XML Diff
Compare two XML documents in your browser. Both sides are parsed with the native DOMParser and re-serialized with consistent whitespace before line-diffing — so cosmetic differences don't muddy the output.
Structural compare for XML
Both sides are parsed and re-serialized with one element per line so the diff focuses on actual changes — not whitespace.
<root> <item id="1">one</item> <item id="2">two</item> </root>
<root> <item id="1">one</item> - <item id="2">two</item> + <item id="2">two-edit</item> + <item id="3">three</item> </root>
What you'll use this for
Old-school but still everywhere — config files, SOAP envelopes, RSS feeds, sitemaps.
SOAP audit
Diff two SOAP requests or responses for protocol-level analysis.
Config-file changes
Compare two versions of an XML config (Spring, log4j, MSBuild) and see exactly what shifted.
Sitemap delta
Spot added or removed URLs between two crawls of your sitemap.xml.
RSS comparison
Compare two RSS or Atom feeds to find newly published items.

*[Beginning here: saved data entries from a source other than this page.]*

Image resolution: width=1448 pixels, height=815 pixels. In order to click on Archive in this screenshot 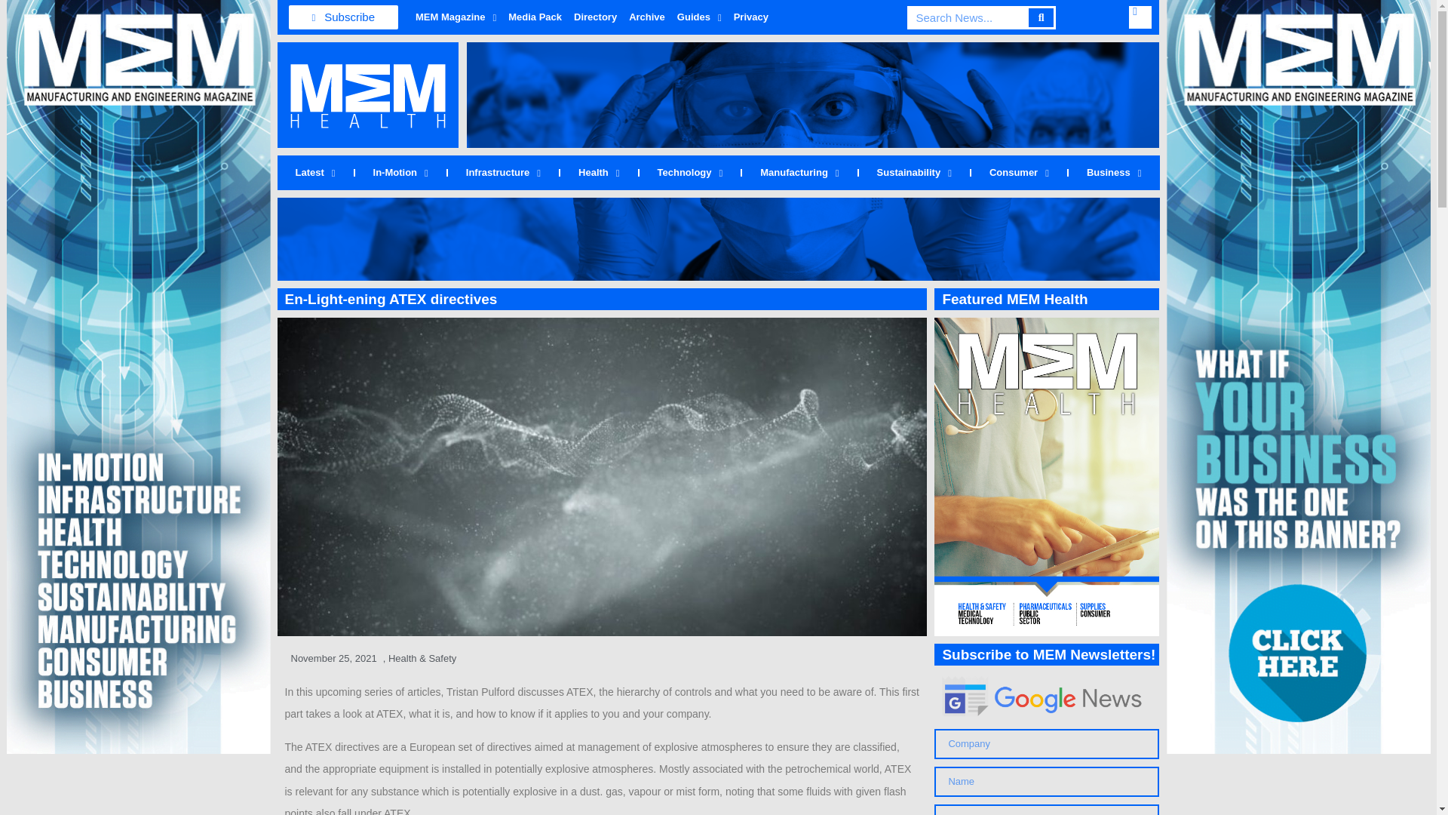, I will do `click(647, 17)`.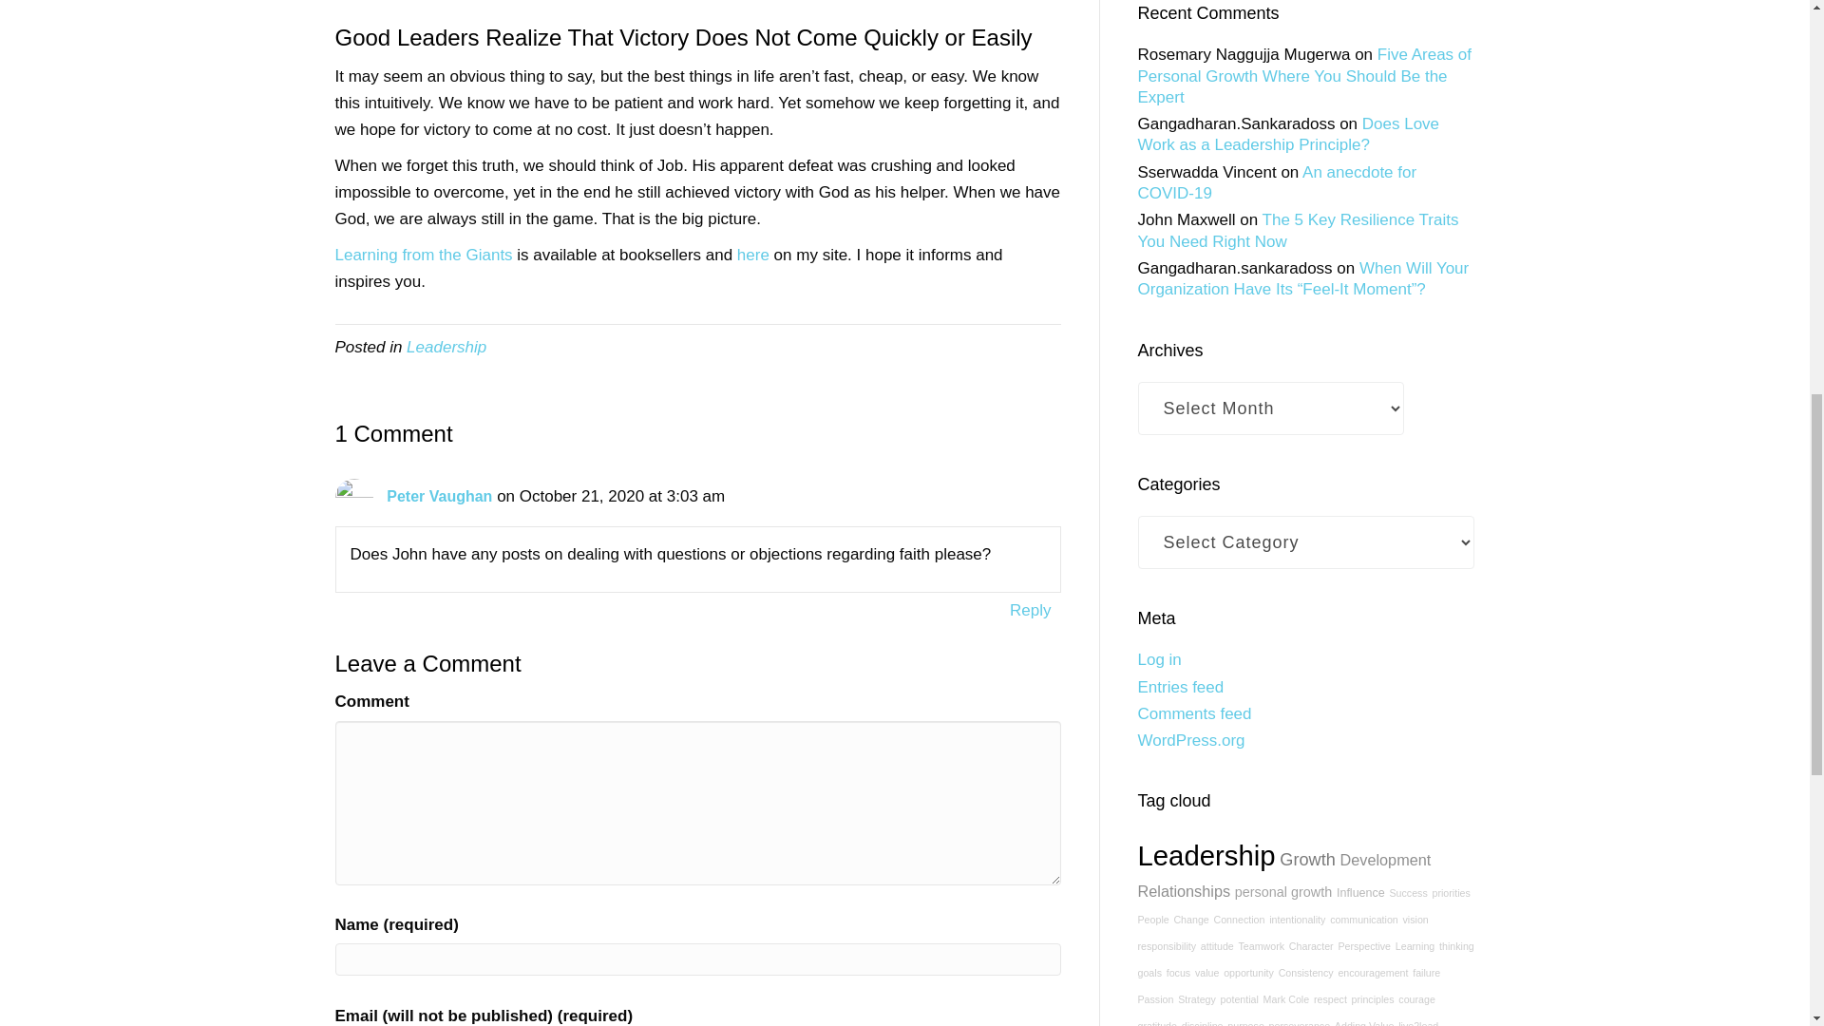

How to diff XML structurally
Paste before
Drop the original XML into the left editor. Formatting differences are fine.
Paste after
Drop the modified XML into the right editor.
Keep normalize on
Both sides are parsed with DOMParser and re-serialized one element per line.
Copy or download
Save the unified-style diff as xml.diff for review.
Frequently asked questions
Both sides are parsed with the native DOMParser and re-serialized with XMLSerializer, then split onto one element per line so the line diff doesn't trip over whitespace differences.
Attribute order follows whatever the browser DOMParser produces — generally document order. Attributes are not re-sorted, so an attribute reorder will show up as a change.
Yes. Completely free, no signup, no limits. Both documents stay in your browser.
You'll see "Left side XML parse error" or "Right side XML parse error" in the output. Either fix the input, or turn off normalize to fall back to a raw text diff. Try the XML Validator to localize the problem.
Click the swap arrows in the After header — it flips the two sides and re-runs the diff so additions and deletions switch roles.
About structural XML diffing
An XML structural diff ignores whitespace and serialization quirks that don't change the document's meaning. By normalizing through a real XML parser first, the diff focuses on what actually changed — elements, attributes, and text content.
How normalization works
- Each side is parsed with the native
DOMParserasapplication/xml. - If parsing fails, an inline error is shown.
- The DOM is re-serialized via
XMLSerializer. - A simple
><→>\n<rewrite puts one element per line so the line diff is readable.
Limits
- Attribute order is not sorted — reordered attributes appear as changes.
- Mixed content (text + child elements) is preserved as-is by the serializer.
- Namespace prefixes follow what the DOMParser emits.